Perhaps the most troubling aspect of the new reform is its reliance in the name of standardization, on defining and dispensing cannabis-based medicine based according to a straight THC:CBD ratio. In the same country where scientists first illuminated the entourage effect – and the essential contribution that any one of hundreds of different cannabinoids, terpenes and other compounds can have on the medicinal effects of a given strain – government bureaucrats and business people are setting their own rules.

In an article in the Israeli financial newspaper, Globes, Yossi Bornstein, founder and president of Cann10, an organization with multiple interests in the cannabis industry, stresses the importance of the reforms, stating that they will bring cannabis closer to a regulated drug. While he acknowledges patients’ concerns that the new dosages may not match their current treatments and doesn’t dismiss them entirely, he contends that they are not accurate. For the time being, the reforms are raising more questions than answers.

How the cannabis flower will be dispensed according to specific THC:CBD ratios is not clear, and may involve processing and mixing together different strains to achieve the exact proportions called for in the new standardization scheme.

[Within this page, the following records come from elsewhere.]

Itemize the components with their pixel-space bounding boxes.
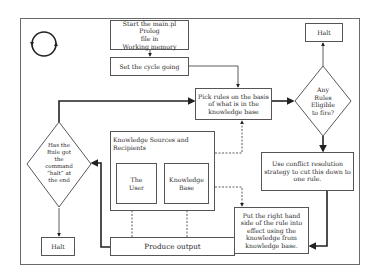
- circular-arrows-icon: [30, 32, 58, 56]
- halt-top-label: Halt: [317, 29, 331, 37]
- any-rules-line-1: Any: [303, 86, 343, 94]
- conflict-line-3: one rule.: [294, 175, 322, 183]
- start-box: Start the main.pl Prolog file in Working…: [110, 20, 189, 50]
- start-line-3: Working memory: [123, 43, 177, 51]
- produce-output-box: Produce output: [110, 237, 235, 256]
- halt-bottom-box: Halt: [41, 237, 75, 256]
- knowledge-base-line-1: Knowledge: [169, 176, 204, 184]
- conflict-line-2: strategy to cut this down to: [264, 168, 351, 176]
- has-halt-text: Has the Rule got the command “halt” at t…: [36, 142, 82, 184]
- pick-rules-line-1: Pick rules on the basis: [198, 93, 269, 101]
- put-rhs-line-2: side of the rule into: [241, 219, 303, 227]
- set-cycle-label: Set the cycle going: [119, 63, 179, 71]
- any-rules-line-4: to fire?: [303, 109, 343, 117]
- the-user-box: The User: [116, 163, 157, 204]
- conflict-resolution-box: Use conflict resolution strategy to cut …: [261, 152, 354, 191]
- put-rhs-box: Put the right hand side of the rule into…: [234, 207, 309, 254]
- knowledge-base-line-2: Base: [179, 184, 194, 192]
- produce-output-label: Produce output: [144, 243, 200, 251]
- put-rhs-line-3: effect using the: [247, 227, 296, 235]
- has-halt-line-1: Has the: [36, 142, 82, 149]
- put-rhs-line-5: knowledge base.: [245, 242, 297, 250]
- conflict-line-1: Use conflict resolution: [272, 160, 343, 168]
- halt-bottom-label: Halt: [51, 243, 65, 251]
- any-rules-text: Any Rules Eligible to fire?: [303, 86, 343, 116]
- halt-top-box: Halt: [305, 23, 343, 42]
- set-cycle-box: Set the cycle going: [110, 57, 189, 76]
- has-halt-line-2: Rule got: [36, 149, 82, 156]
- pick-rules-box: Pick rules on the basis of what is in th…: [195, 88, 272, 120]
- has-halt-line-6: the end: [36, 177, 82, 184]
- has-halt-line-3: the: [36, 156, 82, 163]
- pick-rules-line-2: of what is in the: [208, 100, 259, 108]
- put-rhs-line-1: Put the right hand: [243, 212, 301, 220]
- knowledge-sources-line-2: Recipients: [113, 144, 146, 152]
- the-user-line-2: User: [129, 184, 144, 192]
- any-rules-line-2: Rules: [303, 94, 343, 102]
- pick-rules-line-3: knowledge base: [208, 108, 258, 116]
- start-line-2: file in: [141, 35, 159, 43]
- any-rules-line-3: Eligible: [303, 101, 343, 109]
- has-halt-line-4: command: [36, 163, 82, 170]
- put-rhs-line-4: knowledge from: [246, 234, 297, 242]
- the-user-line-1: The: [131, 176, 143, 184]
- knowledge-sources-line-1: Knowledge Sources and: [113, 136, 189, 144]
- knowledge-base-box: Knowledge Base: [164, 163, 209, 204]
- has-halt-line-5: “halt” at: [36, 170, 82, 177]
- start-line-1: Start the main.pl Prolog: [113, 20, 186, 35]
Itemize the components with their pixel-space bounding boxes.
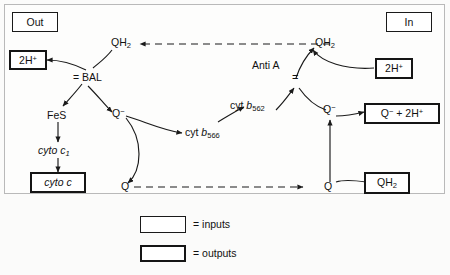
connector-b562-to-antia	[276, 88, 294, 110]
legend-label-inputs: = inputs	[193, 219, 230, 230]
box-proton-out[interactable]: 2H+	[9, 50, 47, 70]
box-proton-in[interactable]: 2H+	[375, 58, 413, 79]
node-q-bottom-left: Q	[121, 181, 129, 192]
box-q-minus-2h-label: Q− + 2H+	[381, 108, 423, 119]
legend-swatch-inputs	[140, 216, 186, 233]
diagram-root: Out In 2H+ 2H+ cyto c Q− + 2H+ QH2 QH2 Q…	[0, 0, 450, 275]
connector-qh2-to-bal	[93, 50, 112, 68]
node-anti-a: Anti A	[252, 60, 279, 71]
box-proton-in-label: 2H+	[385, 63, 403, 74]
node-qh2-left: QH2	[111, 37, 131, 49]
connector-antia-to-qh2-right	[296, 48, 314, 78]
connector-qh2-box-to-q-bottom	[336, 181, 366, 183]
node-q-bottom-right: Q	[324, 181, 332, 192]
anti-a-site-mark: =	[292, 72, 298, 83]
legend-swatch-outputs	[140, 245, 186, 262]
box-qh2-input-label: QH2	[377, 177, 397, 189]
node-q-minus-left: Q−	[112, 108, 125, 119]
node-cyt-b562: cyt b562	[230, 100, 265, 112]
box-qh2-input[interactable]: QH2	[364, 172, 410, 194]
node-bal: = BAL	[73, 72, 102, 83]
box-out-label: Out	[27, 17, 44, 28]
connector-bal-to-qminus	[88, 86, 112, 112]
box-in-label: In	[405, 17, 414, 28]
node-qh2-right: QH2	[315, 37, 335, 49]
node-cyto-c1: cyto c1	[38, 145, 70, 157]
box-cyto-c[interactable]: cyto c	[30, 172, 86, 193]
node-cyt-b566: cyt b566	[185, 127, 220, 139]
legend-row-inputs: = inputs	[140, 216, 230, 233]
connector-qminus-to-q-bottom	[126, 118, 139, 183]
connector-bal-to-2h-out	[47, 60, 86, 70]
legend-row-outputs: = outputs	[140, 245, 237, 262]
connector-qminus-right-to-output	[336, 112, 364, 116]
node-fes: FeS	[47, 110, 66, 121]
box-out[interactable]: Out	[12, 12, 58, 32]
node-q-minus-right: Q−	[323, 104, 336, 115]
box-proton-out-label: 2H+	[19, 55, 37, 66]
box-in[interactable]: In	[386, 12, 432, 32]
connector-qminus-right-to-antia	[299, 88, 326, 110]
connector-2h-in-to-qh2-right	[313, 50, 374, 68]
legend-label-outputs: = outputs	[193, 248, 237, 259]
box-q-minus-2h[interactable]: Q− + 2H+	[364, 103, 440, 124]
connector-bal-to-fes	[63, 84, 82, 106]
diagram-connectors	[0, 0, 450, 275]
box-cyto-c-label: cyto c	[44, 177, 71, 188]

Lost in the process would be any ability to track the terpenes and other compounds in each strain, and the effects they have on the consumer.

In the meantime, select drugstores are now being stocked with Axiban, a new product line of medical cannabis oils distinguished by their THC:CBD content, ranging from 1:20 to 15:3 THC:CBD. Yet not all patients welcome the reform and its new approach to a form of medicine they have come to rely on for their quality of life, or life itself.

In Israel’s main media outlets, patients and their families are speaking out against the new policies. On one of Israel’s popular radio programs, the mother of child who is treated with cannabis for autism and epilepsy called the new reform an existential danger, and appealed to the Ministry of Health to reconsider it. After weeks of confusion, the message seems to finally have gotten through. The Ministry of Health and the Unit for Medical Cannabis have called an emergency meeting in the Knesset, Israel’s parliament, for early June to hear feedback regarding the reform. Government representatives, as well as the Medical Cannabis Association and other patient rights groups, have been invited to attend.

For now, as the daughter of a cancer patient expressed in a recent op/ed piece, “It should be possible to keep Israel at the cutting edge of medical cannabis research, without neglecting the country’s patients.”